Model Presented at Business Partnership for Sustainable Urbanization Forum
Nairobi, Kenya, 17 April 2007 – A model for re-building lives, environments and livelihoods after the devastating South Asian earthquake in 2005 was profiled by the Aga Khan Development Network (AKDN) at the just concluded first stakeholders’ forum of the Business Partnership for Sustainable Urbanization organized by UN-HABITAT.
Official figures suggest that 75,000 people lost their lives in the quake that destroyed cities, towns, villages and remote settlements across mountainous regions of India and Pakistan. The AKDN’s Multi-Input Earthquake Reconstruction Programme in Kashmir was presented at the Forum as an approach to address challenges facing the urban poor in the aftermath of natural disaster.

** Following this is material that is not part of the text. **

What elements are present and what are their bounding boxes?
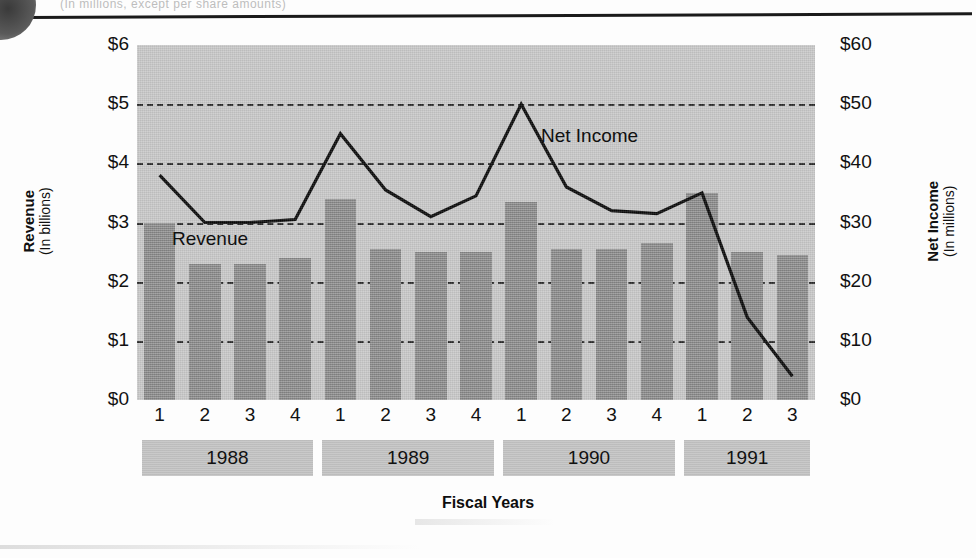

“Investments targeted at rehabilitation are best sustained if they are supported by a holistic, multi-sectoral approach which is complemented by an area development focus.” said Mr. Hafiz Sherali, Chairman Aga Khan Planning and Building Service, Pakistan, presenting the model in a session entitled “Cross Cutting Challenge: Financing Partnerships.” “Effective responses,” he noted, “must go beyond risk assessment, home reconstruction, integrated water supply and management and mobile health clinics, to community-based risk management, infrastructure financing, enterprise development and microfinance.